The boys of Peep Show are back. Or, more accurately, the boys of Peep Show are back in a brutally funny new series called Back.
Usually when a new show gets the old gang back
The boys of Peep Show are back. Or, more accurately, the boys of Peep Show are back in a brutally funny new series called Back.
Usually when a new show gets the old gang back together you can't help but get a feeling of creeping apprehension as questions flood your mind; Will this new show be as great as what came before? Or, will it at least be good? Will the old magic still be there? Can lightning be bottled twice?
Happily enough none of those questions even occurred to me when I saw that TVNZ OnDemand had the full first season of David Mitchell and Richard Webb's new series Back sitting there, ready and waiting to be watched. I knew nothing about it but had no qualms that it would be great. In a rare occurrence, I was completely and utterly right. Back is great. You should watch it at once.
Such is the goodwill the pair earned in Peep Show, their glorious cult hit about two mismatched, (mostly) mates navigating the trials and tribulations of life, love and lack of career in the noughties. It was a scorching trailblazer of a show that saw its two characters dancing on the fine line between bleak and hope.
That it was a such a hilarious success is entirely down to the easy antagonism between Mitchell's tightly-buttoned-up loan broker Mark, and Webb's talentless slacker Jez.
Their comedic chemistry, honed together since their late teens, is just plain fun to watch. They play off each other so naturally and effortlessly that their always-increasing awfulness to each other just feels completely real. No matter how ridiculous things got.
And things often got very ridiculous. Nevertheless, it felt entirely plausible when, say, in a late season fight over a shared romantic interest they both kept grabbing hold of an electric fence in order to pass the painful shock onto the other in a futile and agonising attempt to gain the upper hand.
If Peep Show was prepared to bet that people would be willing to watch these two squabble and engage in juvenile battles of one-upmanship then Back goes all in and risks the house.
Or, as the case is here, the pub. That's because the stakes at play in Back are the ownership of the John Barleycorn, a failing family pub in the English countryside.
In an easy example of the show's darker tone, Back begins immediately after the death of the John Barleycorn's beloved publican and frequent foster parent Laurie. Mitchell plays his biological son Stephen, a naturally despondent fellow, and Webb plays the charming Andrew, a likable and long-forgotten former foster child who lived with the family for a few months when they were lads.
Andrew's surprise return for Laurie's funeral is embraced by the family but treated with immediate distrust and suspicion by Stephen. Not least because his memories of Andrew living with them while growing up are hazy at best, non-existent at worst.
He quickly convinces himself that Andrew is a con man trying to smooth-talk his way to ownership of the family pub, while Andrew insists he's only come back because it was the one place in his eventful life where he felt truly happy.
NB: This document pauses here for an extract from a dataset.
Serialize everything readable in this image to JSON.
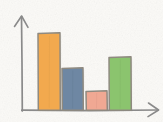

The show offers no answer to Stephen's frequent question of, "why are you here?". Instead it muddies the waters with utterly contradictory flashbacks. Andrew will start reminiscing about a blissful sun-filled afternoon and we'll see young Stephen being rained on. You're never quite sure whose versions of events are true or if the events even happened at all.
As the episodes tick over the mystery deepens and behavioural extremes are inched closer towards. Andrew's conduct gets decidedly more shady and Stephen's desire to uncover the truth gets more and more fuelled by obsessive madness and increasing amounts of alcohol.
When his ex-wife mentions his whisky consumption he shrugs it off, saying, "I'm not guzzling. It's a single malt. It's studied appreciation," before guzzling down the rest of his glass.
The show's humour is pitch black, socially cynical and filled with merciless zings and devastating one-liners. There are scenes that are so awkward and situationally uncomfortable that they leave you squirming in your seat.
But it also has a real heart beneath the heartlessness. There's moments where it's incredibly moving without sliding into sentimentality of getting treacly.
Obviously, it's great. And while it's true that the pair are in their familiar roles - uptight square and cool cat - Back stretches their two archetypes like it's pulling back a slingshot that's aimed directly at the limits of audience acceptance.
Fortunately, the show's aim is true and it lands a direct hit on the ol' funny bone. Appropriate considering Back is often painfully funny.